You can't remove that layer of pain by just saying, "Okay, I'm not going to wallow in it." The only way to remove that layer of pain is to face what it says and to recognize it as the look in the mirror that it is, reflecting the things you did that you wish you hadn't done and the things you didn't do that you wish you had done.
Most people are fascinated by what I did as a teenager, but when I look back at my life, I don't think very much about those years. I was an opportunist and got away with things because I was very young, but I went to prison and came out and remade my life.
Never, for any reason on earth, could you wish for an increase in pain. Of pain you could wish only one thing: that it should stop.
A Manhattan lawyer who describes himself as "America`s leading expert on the militia movement" writes that he hugged his three-year-old kid the night of the Oklahoma City bombing. He told junior that it happened "because they hated too much" For now, let`s accept the premise that one hundred sixty-eight humans died in Oklahoma City because people "hated too much" Now answer these questions if you would be so kind: did a federal sniper shoot Vicki Weaver in the face because he hated too much?

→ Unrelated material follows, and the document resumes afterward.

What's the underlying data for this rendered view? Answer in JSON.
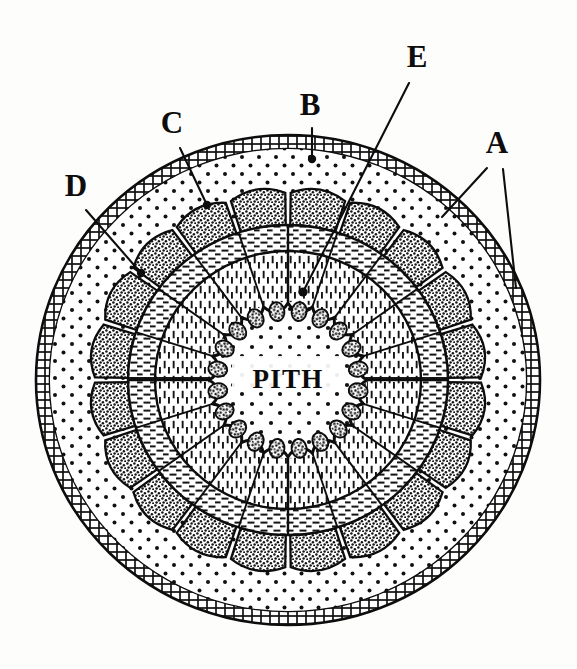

Did our government conduct the Tuskegee with syphilis on black soldiers because it hated too much?
I wondered how long it could last. Maybe someday, years from now.If the pain would decrease to the point where I could bear it.I would be able to look back on those few short months that would always be the best of my life.
However long the horror continued, one must not get to the stage of refusing to think about it. To shrink from direct pain was bad enough, but to shrink from vicarious pain was the ultimate cowardice. And whereas to conceal direct pain was a virtue, to conceal vicarious pain was a sin. Only by feeling it to the utmost, and by expressing it, could the rest of the world help to heal the injury which had caused it. Money, food, clothing, shelter - people could give all these and still it would not be enough; it would not absolve them from paying also, in full, the imponderable tribute of grief.
I loved movies as a teenager and saw as much American cinema as I could, but I hated the English films of the early '60s and had absolutely no point of identification with them.
I loved movies as a teenager and saw as much American cinema as I could, but I hated the English films of the early 60s and had absolutely no point of identification with them.
The cliché I tried to avoid was I hated "teenage sidekicks." I always figured if I were a superhero, there's no way on God's earth that I'm gonna pal around with some teenager. So my publisher insisted I have a teenager in the series, because they always felt teenagers won't read the books unless there's a teenager in the story; which is nonsense.
I commit to most things I do in life, so I don't really have any serious regrets. But I'll say this: There are plenty of people that I wish I could un-meet. It's kind of an L.A. syndrome.
Pain (any pain--emotional, physical, mental) has a message. The information it has about our life can be remarkably specific, but it usually falls into one of two categories: We would be more alive if we did more of this and Life would be more lovely if we did less of that. Once we get the pain's message, and follow its advice, the pain goes away.